In 1929, Ernest Edward Mills Joyce published
The South Polar Trail, a chronicle of the Ross Sea party's experiences in Antarctica from 1914 to 1917, taken directly from his log. Firsthand evidence, I rejoiced, a brilliant foundation of fact for the narrative I was beginning to construct from a handful of diaries and papers. An authoritative account offering the bones of the story, a solid source to corroborate the others. Except, as I soon discovered from the letters of his mates, Joyce was a fabulist of the first order. Among other tall tales, he claimed that the Ross Sea party had seen the tent sheltering the bodies of British explorer Robert Falcon Scott and his party, who died on their retreat from the South Pole in 1912, which "Joycey's" companions utterly contradicted. Names, dates, and statistics were wrong. Even the name on the title page was a fiction ? I later discovered from his birth certificate that he was simply Ernest Edward Joyce, and had appropriated his mother's maiden name, Mills, and the title of captain in later life. What had seemed bedrock eroded into shifting sands.
If you're writing about history, firsthand sources are essential. Relying solely on secondary accounts means removing yourself from the events and repeating the errors and analysis of another author. But as valuable as they are, primary sources have to be handled with care. Eyewitnesses filter events through a kaleidoscope of their own perceptions, motives, and expectations. Diaries are invariably revised before publication. Memoirs are plagued by hindsight and wishful thinking. Interviewed decades after the events, participants innocently conflate their own memories with similar stories they've internalized from a lifetime of reading. It's the historian's job to trace the errors and bias and understand the diarist's motives and point of view.
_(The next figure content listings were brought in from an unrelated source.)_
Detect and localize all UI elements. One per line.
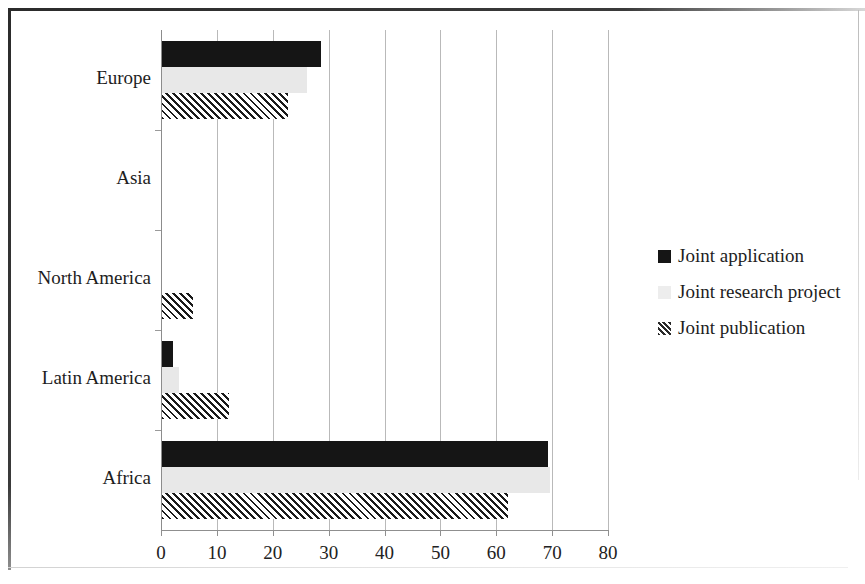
filled-square-lightgray-icon xyxy=(658,286,671,299)
category-label-europe: Europe xyxy=(1,67,151,89)
bar-europe-joint-application xyxy=(162,41,321,67)
x-tick-40 xyxy=(385,530,386,536)
bar-africa-joint-research-project xyxy=(162,467,550,493)
legend-label: Joint application xyxy=(678,245,804,267)
x-tick-label: 40 xyxy=(363,542,407,564)
x-tick-80 xyxy=(608,530,609,536)
filled-square-black-icon xyxy=(658,250,671,263)
category-label-asia: Asia xyxy=(1,167,151,189)
y-tick xyxy=(155,330,161,331)
y-tick xyxy=(155,230,161,231)
bar-latin-america-joint-application xyxy=(162,341,173,367)
legend-item-joint-research-project: Joint research project xyxy=(658,274,858,310)
x-tick-label: 30 xyxy=(307,542,351,564)
page-border-top xyxy=(8,8,865,11)
x-tick-label: 50 xyxy=(418,542,462,564)
x-tick-label: 0 xyxy=(139,542,183,564)
chart-figure: 01020304050607080 EuropeAsiaNorth Americ… xyxy=(0,0,865,584)
bar-africa-joint-application xyxy=(162,441,548,467)
x-tick-label: 20 xyxy=(251,542,295,564)
x-tick-label: 70 xyxy=(530,542,574,564)
x-tick-30 xyxy=(329,530,330,536)
legend-label: Joint publication xyxy=(678,317,805,339)
x-tick-60 xyxy=(496,530,497,536)
x-tick-label: 60 xyxy=(474,542,518,564)
category-label-north-america: North America xyxy=(1,267,151,289)
bar-europe-joint-publication xyxy=(162,93,288,119)
x-tick-0 xyxy=(161,530,162,536)
x-tick-10 xyxy=(217,530,218,536)
bar-africa-joint-publication xyxy=(162,493,508,519)
bar-latin-america-joint-publication xyxy=(162,393,229,419)
gridline-80 xyxy=(608,30,609,530)
category-label-africa: Africa xyxy=(1,467,151,489)
plot-area: 01020304050607080 EuropeAsiaNorth Americ… xyxy=(161,30,608,530)
bar-latin-america-joint-research-project xyxy=(162,367,179,393)
x-tick-20 xyxy=(273,530,274,536)
x-tick-label: 10 xyxy=(195,542,239,564)
x-tick-label: 80 xyxy=(586,542,630,564)
page-border-bottom xyxy=(8,567,848,568)
legend-item-joint-publication: Joint publication xyxy=(658,310,858,346)
bar-europe-joint-research-project xyxy=(162,67,307,93)
gridline-70 xyxy=(552,30,553,530)
y-tick xyxy=(155,130,161,131)
category-label-latin-america: Latin America xyxy=(1,367,151,389)
legend-label: Joint research project xyxy=(678,281,840,303)
chart-legend: Joint applicationJoint research projectJ… xyxy=(658,238,858,346)
page-border-right xyxy=(858,10,859,480)
x-tick-50 xyxy=(440,530,441,536)
y-tick xyxy=(155,430,161,431)
x-tick-70 xyxy=(552,530,553,536)
bar-north-america-joint-publication xyxy=(162,293,193,319)
hatched-square-icon xyxy=(658,322,671,335)
legend-item-joint-application: Joint application xyxy=(658,238,858,274)
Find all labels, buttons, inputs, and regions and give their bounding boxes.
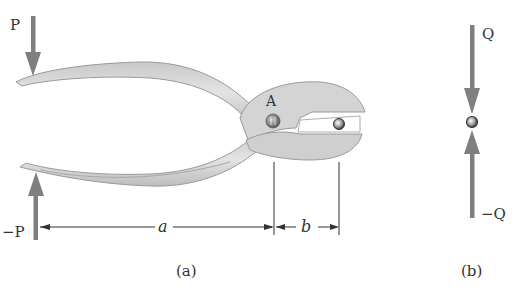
caption-a: (a) [176, 262, 197, 280]
dimension-a-label: a [158, 217, 168, 236]
lower-jaw [246, 132, 362, 160]
dimension-b-label: b [301, 217, 311, 236]
ball [467, 117, 478, 128]
force-neg-p-label: −P [2, 223, 25, 241]
lower-handle [20, 132, 268, 186]
force-q-label: Q [482, 25, 494, 43]
force-neg-q-arrow [464, 130, 480, 218]
panel-b: Q −Q (b) [461, 25, 506, 280]
caption-b: (b) [461, 262, 482, 280]
force-p-label: P [10, 16, 20, 34]
gripped-ball [334, 119, 345, 130]
pivot-label: A [265, 93, 277, 109]
force-neg-q-label: −Q [481, 205, 506, 223]
dimension-a [40, 224, 274, 230]
force-neg-p-arrow [28, 172, 44, 240]
force-p-arrow [25, 16, 41, 76]
pliers-diagram: A P −P a [0, 0, 513, 298]
force-q-arrow [464, 25, 480, 114]
pivot-pin-a [266, 114, 280, 128]
upper-handle [16, 62, 262, 124]
panel-a: A P −P a [2, 16, 365, 280]
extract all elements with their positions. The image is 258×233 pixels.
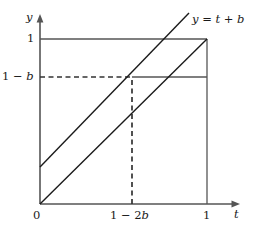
x-tick-label-1: 1 bbox=[203, 210, 210, 222]
x-axis-label: t bbox=[234, 209, 239, 221]
plot-figure: y t 1 1 − b 0 1 − 2b 1 y = t + b bbox=[0, 0, 258, 233]
y-axis bbox=[37, 14, 44, 204]
line-y-equals-t bbox=[40, 39, 207, 204]
x-tick-label-1-minus-2b: 1 − 2b bbox=[110, 210, 149, 222]
y-tick-label-1-minus-b: 1 − b bbox=[2, 71, 34, 83]
x-axis bbox=[40, 201, 240, 208]
line-annotation-y-equals-t-plus-b: y = t + b bbox=[192, 14, 244, 26]
line-y-equals-t-plus-b bbox=[40, 13, 189, 167]
x-tick-label-0: 0 bbox=[33, 210, 40, 222]
y-axis-label: y bbox=[26, 12, 33, 24]
plot-canvas bbox=[0, 0, 258, 233]
y-tick-label-1: 1 bbox=[27, 33, 34, 45]
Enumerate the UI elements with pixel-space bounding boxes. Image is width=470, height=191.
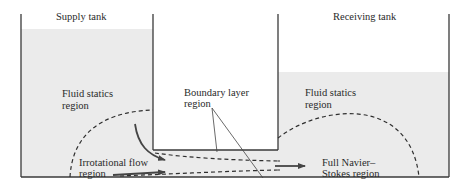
receiving-tank-label: Receiving tank [333,11,396,23]
fluid-statics-right-label-line2: region [305,99,332,111]
irrotational-label-line2: region [79,168,106,180]
fluid-statics-right-label-line1: Fluid statics [305,87,356,99]
fluid-statics-left-label-line2: region [62,100,89,112]
supply-tank-label: Supply tank [56,11,106,23]
navier-stokes-label-line2: Stokes region [322,168,379,180]
boundary-layer-label-line2: region [184,98,211,110]
fluid-statics-left-label-line1: Fluid statics [62,88,113,100]
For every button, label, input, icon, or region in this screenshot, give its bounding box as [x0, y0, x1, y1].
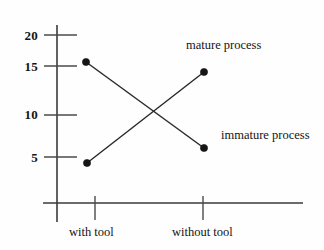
x-axis-tick-label-without-tool: without tool [172, 226, 233, 239]
x-axis-tick-label-with-tool: with tool [69, 226, 114, 239]
chart-canvas [0, 0, 324, 250]
series-annotation-immature-process: immature process [221, 129, 310, 142]
data-point-mature-without-tool [200, 68, 207, 75]
chart-figure: 20 15 10 5 with tool without tool mature… [0, 0, 324, 250]
y-axis-tick-label-20: 20 [8, 29, 38, 42]
y-axis-tick-label-15: 15 [8, 60, 38, 73]
data-point-mature-with-tool [83, 159, 90, 166]
series-line-immature-process [86, 62, 204, 148]
series-line-mature-process [87, 72, 204, 163]
y-axis-tick-label-10: 10 [8, 108, 38, 121]
data-point-immature-with-tool [82, 58, 89, 65]
data-point-immature-without-tool [200, 144, 207, 151]
series-annotation-mature-process: mature process [186, 39, 261, 52]
y-axis-tick-label-5: 5 [8, 151, 38, 164]
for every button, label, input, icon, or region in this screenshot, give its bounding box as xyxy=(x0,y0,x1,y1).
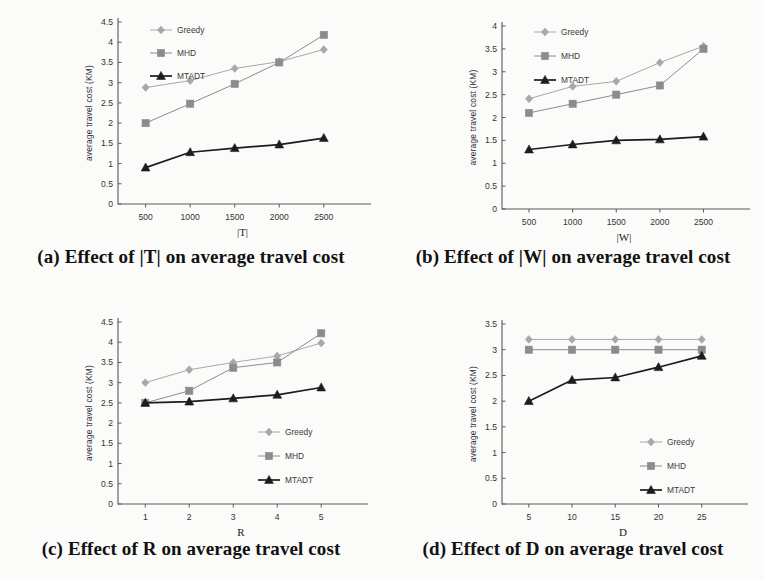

The records of the other Ross Sea party members were not without problems. Richard Richards published his own 44-page account in 1962, but he relied heavily upon Joyce's book to jog his memory and reproduced many of its errors. The other diaries contained mysterious conflicts as well. How could four men say that the ship left port on one day, a pretty notable event, while three others noted it as the next? The answer came later, when I ran across an entry from one diarist stating that a handful of neglectful record-keepers borrowed the mechanic's diary to copy a month of entries and get caught up. Battling for survival against the elements doesn't leave much time for the niceties of routine. And sometimes the participants themselves aren't the best judges of what's happening. At one point, the members of the party were convinced that two men were failing rapidly due to scurvy. But the symptoms noted in the diaries didn't add up, and after interviews with scientists, I realized that they showed classic signs of severe hypothermia ? which wasn't yet recognized as a medical problem in 1914.
My bellwether in the morass was Barbara Tuchman, the brilliant historian and author of The Guns of August and The Proud Tower, truly inspired models of storytelling and scholarship. As she wrote in a penetrating collection of essays about her craft, Practicing History, "We can never be certain that we have recaptured it as it really was. But the least we can do is to stay within the evidence." Part of that task is thinking deeply and critically about the evidence.
And the more evidence, the better. I dug deeper for more material and located the manuscript for Joyce's book and his handwritten log in a New Zealand archive, both of which varied somewhat from the book itself. I later found yet another copy of the original log, which Joyce had sent to the British Admiralty in a bid for official recognition of his efforts, again with variations. Yet another log surfaced in private hands in New Zealand. I settled in with the mass of documents, comparing and tracing the revisions and corroborating his account with a growing stack of his comrades' diaries. I distilled what I felt was an accurate narrative "within the evidence."
The manuscript for The Lost Men was completed in 2004 and after a few hectic weeks in various British archives for final fact-checking, I returned to the U.S. Soon after, a former college professor called to invite me to dinner. Another of her guests was a distinguished oceanographer. We talked later in the evening, and I told him about my book. "You know, I was lecturing on an Arctic ship once, and I met an American couple who own the original Ernest Joyce diary," he remarked. Another one. Still, I had long since learned that every lead is worth pursuing, even if the outcome turned out to be tea and scones in Gloucestershire and not much in the way of information.
So I met with the well-traveled collectors, who pulled an archive box from a tote bag. Inside was a worn, hand-bound book. I immediately recognized the cover of the log: it was the same salvaged green tent canvas that the Ross Sea party had used to make pants when their ship disappeared with their clothing and gear. It was sewn with a sailmaker's stitch, which would have come naturally to Joyce, a seaman in the Royal Navy from the age of fifteen. The pages were soiled; I recognized the smell of the oily seal blubber the men had used for fuel. I knew his handwriting on sight. It was the genuine article.
And it differed in significant respects from the other versions, all later copies. Joyce had done his share of primping for posterity; these notes were real and raw. In this book, written each night in a tent on the Ross Ice Shelf, he explained his motivations and worries and vented his frustrations. I had some rewriting to do. But in the end, the essence of Joyce's claims was borne out: he had been a prime mover in the expedition, and he had put his own life on the line to save his companions. Sadly, he never realized that his accomplishments needed no embellishment.